In the cave, the cave didn’t rule. It allowed us to take all kinds of improvised angles; it was rather an equal partner, and a generous one at that since, at least speaking for myself, the cave made everything easier, and I felt like everything sounded good, physically speaking, at least until the final piece we created (which as of my 3rd listening now turns out to be a beautiful piece after all…) …What a relief! There will be some documentation from this adventure. I can feel now like we did it. I think all of us would now like another crack at this. As if we met someone really special and wanted another meeting, ASAP! But at least we had a nice hit that first time.
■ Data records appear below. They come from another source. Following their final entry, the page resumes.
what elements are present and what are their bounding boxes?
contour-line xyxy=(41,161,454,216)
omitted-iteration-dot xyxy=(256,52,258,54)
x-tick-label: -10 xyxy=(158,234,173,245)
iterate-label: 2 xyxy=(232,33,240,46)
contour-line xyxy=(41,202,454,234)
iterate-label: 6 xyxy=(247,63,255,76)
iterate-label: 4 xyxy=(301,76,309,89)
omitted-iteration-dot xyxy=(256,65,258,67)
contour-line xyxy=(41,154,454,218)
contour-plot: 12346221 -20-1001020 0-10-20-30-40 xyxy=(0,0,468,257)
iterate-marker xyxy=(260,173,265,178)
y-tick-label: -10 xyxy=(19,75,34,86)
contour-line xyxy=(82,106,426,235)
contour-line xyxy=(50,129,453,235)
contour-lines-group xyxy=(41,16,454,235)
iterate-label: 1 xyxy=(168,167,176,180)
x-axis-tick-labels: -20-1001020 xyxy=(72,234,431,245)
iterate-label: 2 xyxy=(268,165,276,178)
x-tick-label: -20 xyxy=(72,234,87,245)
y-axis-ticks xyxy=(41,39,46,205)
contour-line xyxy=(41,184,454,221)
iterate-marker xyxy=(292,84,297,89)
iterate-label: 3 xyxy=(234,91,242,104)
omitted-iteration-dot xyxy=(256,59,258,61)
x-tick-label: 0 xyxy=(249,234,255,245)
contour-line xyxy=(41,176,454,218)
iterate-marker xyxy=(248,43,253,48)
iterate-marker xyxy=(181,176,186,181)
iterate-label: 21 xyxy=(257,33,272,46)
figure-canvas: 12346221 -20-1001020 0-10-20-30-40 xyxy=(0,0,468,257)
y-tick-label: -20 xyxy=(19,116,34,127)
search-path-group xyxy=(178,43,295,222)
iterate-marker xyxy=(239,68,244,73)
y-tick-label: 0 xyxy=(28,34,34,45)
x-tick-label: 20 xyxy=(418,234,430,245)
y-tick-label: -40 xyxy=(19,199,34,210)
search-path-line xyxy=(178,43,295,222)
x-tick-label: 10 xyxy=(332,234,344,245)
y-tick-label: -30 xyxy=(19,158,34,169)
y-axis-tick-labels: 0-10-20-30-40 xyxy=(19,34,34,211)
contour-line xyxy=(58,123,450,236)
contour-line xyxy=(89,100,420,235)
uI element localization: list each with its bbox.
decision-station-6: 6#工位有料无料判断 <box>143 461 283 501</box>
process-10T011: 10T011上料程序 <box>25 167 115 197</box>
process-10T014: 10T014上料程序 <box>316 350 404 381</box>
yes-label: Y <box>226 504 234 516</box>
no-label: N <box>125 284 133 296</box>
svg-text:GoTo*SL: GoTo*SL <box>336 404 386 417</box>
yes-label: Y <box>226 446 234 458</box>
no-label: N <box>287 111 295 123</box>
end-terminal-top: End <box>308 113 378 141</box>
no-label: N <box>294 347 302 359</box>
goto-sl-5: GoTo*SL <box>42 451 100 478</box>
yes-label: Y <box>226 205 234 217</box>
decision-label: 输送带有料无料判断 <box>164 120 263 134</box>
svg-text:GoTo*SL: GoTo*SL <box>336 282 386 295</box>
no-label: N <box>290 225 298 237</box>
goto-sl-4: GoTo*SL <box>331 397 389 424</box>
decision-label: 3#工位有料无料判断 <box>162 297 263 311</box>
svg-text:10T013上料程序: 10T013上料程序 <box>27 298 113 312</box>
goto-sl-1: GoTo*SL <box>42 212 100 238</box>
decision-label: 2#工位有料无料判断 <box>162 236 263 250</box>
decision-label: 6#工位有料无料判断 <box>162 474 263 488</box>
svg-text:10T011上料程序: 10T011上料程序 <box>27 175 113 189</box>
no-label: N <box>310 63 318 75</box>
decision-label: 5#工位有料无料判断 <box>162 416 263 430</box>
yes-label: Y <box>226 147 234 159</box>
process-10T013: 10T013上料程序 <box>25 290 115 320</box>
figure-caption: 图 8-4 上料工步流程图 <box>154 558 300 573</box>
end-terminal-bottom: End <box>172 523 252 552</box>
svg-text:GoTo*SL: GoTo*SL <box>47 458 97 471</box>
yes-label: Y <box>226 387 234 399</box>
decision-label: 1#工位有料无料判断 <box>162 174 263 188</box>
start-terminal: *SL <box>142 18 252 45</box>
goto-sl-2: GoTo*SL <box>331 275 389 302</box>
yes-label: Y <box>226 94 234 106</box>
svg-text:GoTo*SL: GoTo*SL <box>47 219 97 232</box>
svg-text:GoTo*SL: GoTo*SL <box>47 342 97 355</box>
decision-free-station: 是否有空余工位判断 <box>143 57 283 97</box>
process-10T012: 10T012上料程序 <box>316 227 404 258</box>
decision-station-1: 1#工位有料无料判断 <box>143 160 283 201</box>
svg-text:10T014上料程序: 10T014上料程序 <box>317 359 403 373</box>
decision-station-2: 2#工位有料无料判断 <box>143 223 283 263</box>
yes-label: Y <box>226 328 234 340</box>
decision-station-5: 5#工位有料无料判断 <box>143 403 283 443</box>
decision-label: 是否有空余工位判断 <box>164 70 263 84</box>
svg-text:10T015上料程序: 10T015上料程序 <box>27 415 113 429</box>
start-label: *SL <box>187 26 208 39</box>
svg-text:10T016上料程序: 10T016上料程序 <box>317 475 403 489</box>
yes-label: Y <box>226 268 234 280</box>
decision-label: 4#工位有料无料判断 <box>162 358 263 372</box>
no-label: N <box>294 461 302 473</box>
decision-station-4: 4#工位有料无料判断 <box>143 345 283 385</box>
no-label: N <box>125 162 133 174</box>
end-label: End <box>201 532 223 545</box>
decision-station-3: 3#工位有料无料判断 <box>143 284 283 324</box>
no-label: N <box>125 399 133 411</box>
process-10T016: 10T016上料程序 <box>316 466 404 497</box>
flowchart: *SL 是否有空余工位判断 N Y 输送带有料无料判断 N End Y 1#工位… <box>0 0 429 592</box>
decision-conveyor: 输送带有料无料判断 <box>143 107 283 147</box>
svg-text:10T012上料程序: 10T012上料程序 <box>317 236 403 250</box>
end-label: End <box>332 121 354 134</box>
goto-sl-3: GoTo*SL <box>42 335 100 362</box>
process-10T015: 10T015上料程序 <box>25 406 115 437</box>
All was not lost even as “we” typically (in this day-to-day life in 21st century) tried to squeeze too much into too short a time-period.
 
When the first mix arrived here from France, it took me a few days to be willing to listen at all, and then I could only take in one track a day for the first 3 days. So much emotional investment involved; you dig? But, as I conclude my listenings now, I’m excited about the music we got. Just hoping others will hear the Cave as a co-equal in these musical creations. For sure, Gerald and I went to a number of musical places that we haven’t inhabited before or since that day in the secret cave.

 

The Studio

Alban Jacques (organizer), Vincent Mahey (engineer), Morgan Beaulieu (assistant engineer), and Mr. Cleaver
 

And massive thanks to Michel Dorbon, as well, for helping big-time to make all of this possible. Funding the recording side, coming on the adventure with us, hauling materials into the cave in his form-fitting jump-suit. Very cool character straight out of a classic French arts scene.